Mr Johnson, 46, was educated in Chelsea but his first job was as a postman in Slough, his "union home". In 1992 he became the youngest general secretary in the history of the old postal workers' union. As a member of the Labour Party's national executive he has supported the Blair reforms and backed the abolition of Clause IV.

Chris Darke is responsible for some of the most conservative trade unionists in Britain. His leadership of the British Airline Pilots' Association could be seen as ironic given his past in the Communist Party and his present politics, described as "left of centre" Labour.

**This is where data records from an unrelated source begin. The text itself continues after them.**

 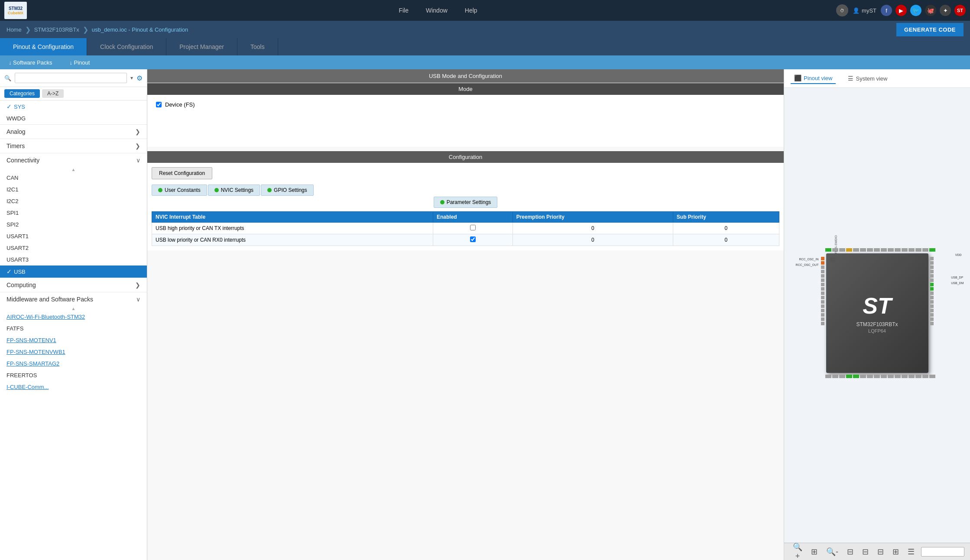 What do you see at coordinates (466, 229) in the screenshot?
I see `table-row: USB high priority or CAN TX interrupts 0…` at bounding box center [466, 229].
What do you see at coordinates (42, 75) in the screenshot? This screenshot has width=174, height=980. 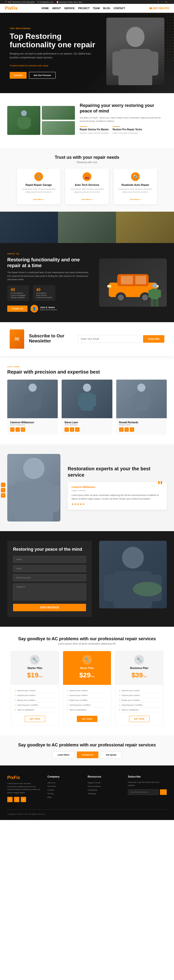 I see `hero-process-btn: See Our Process` at bounding box center [42, 75].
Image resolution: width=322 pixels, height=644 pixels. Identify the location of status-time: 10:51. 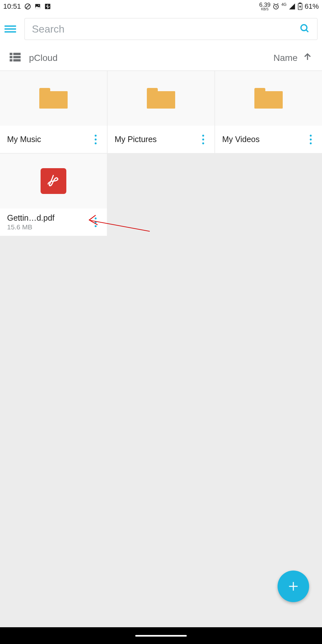
(12, 6).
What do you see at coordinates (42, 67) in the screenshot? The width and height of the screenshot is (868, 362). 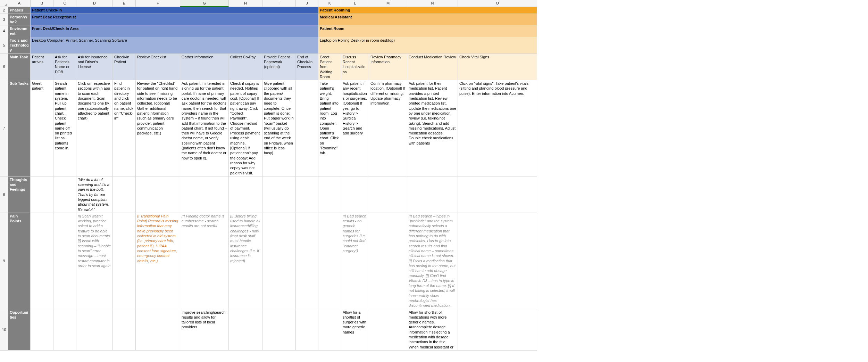 I see `maintask-B: Patient arrives` at bounding box center [42, 67].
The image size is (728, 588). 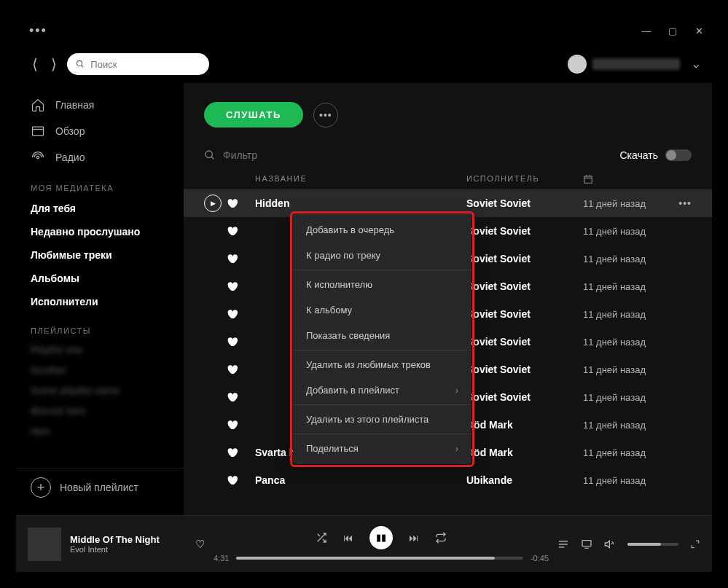 What do you see at coordinates (382, 255) in the screenshot?
I see `ctx-track-radio: К радио по треку` at bounding box center [382, 255].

Mr Darke, aged 46, has proven himself as a union professional rather than a political radical in his 26 years as a full-time union officer. A fashionable dresser and an amateur pilot, Mr Darke began as an apprentice with GEC in Birmingham and became a design engineer at Lucas.

Lew Adams, 56, is very much a traditional trade unionist wedded to the old-fashioned ethos of the Associated Society of Locomotives, Engineering and Firemen - of which he became General Secretary nearly three years ago. He started work as an engine cleaner when he was 15. In the Seventies he led a series of train drivers' strikes. He bitterly opposes the privatisation of British Rail, but believes fragmentation of the industry could help push up drivers' wages. A former Labour councillor, he was an outspoken critic of Tony Blair's campaign to abolish the party's Clause IV.